According to Gartner’s Q3 Global Talent Monitor (GMT) data, location is a top consideration for job candidates in Australia. “We keep hearing that most employees feel more productive working from home, so it’s baffling the lack of rational reasoning given by so many organisations in mandating employees return to the office,” Woolrich explained.

Related link: Hybrid Work Arrangements In HK Are Becoming More Popular

According to a Gartner poll conducted in June 2023, 48% of employees feel that workplace regulations emphasise leadership preferences above employee demands. Furthermore, due to a perceived lack of benefits in commuting to the workplace, more than half of employees choose remote work. To prevent a trust gap, Woolrich emphasised incentive through open communication rather than mandates. Leaders should explain the reasoning behind their return-to-work policies.

Despite efforts by organisations to improve diversity, equality, and inclusion (DE&I), Gartner’s GTM study indicated a drop in Australian employee attitude towards workplace culture and inclusion. Mandating office attendance may appear to be an equaliser, but according to the report, remote employees are 10% more included.
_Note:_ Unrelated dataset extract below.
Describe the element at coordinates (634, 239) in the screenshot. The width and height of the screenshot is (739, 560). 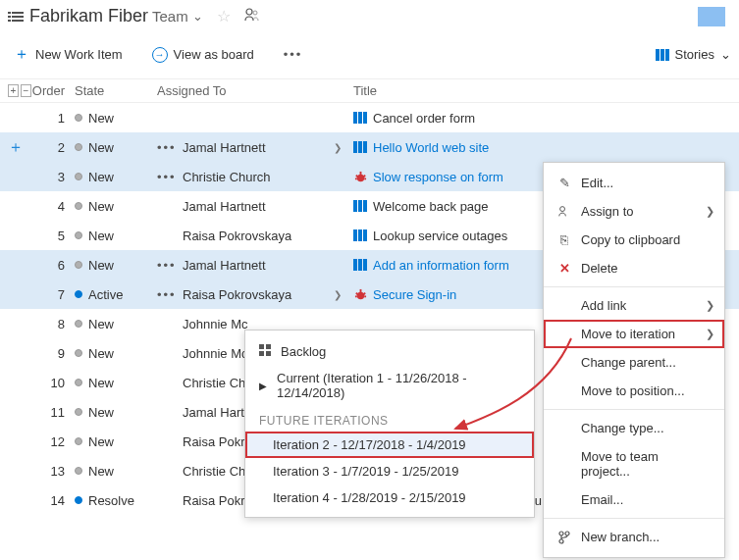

“Breaking away from the prevailing mindset of office uniformity and conformity is key,” Woolrich went on to say. “Organisations must provide an employee-centered workspace in which employees feel as at ease and connected at work as they do at home.” This necessitates knowing and empathising with employees’ individual situations, as well as questioning what works, what doesn’t, and what might be done better.”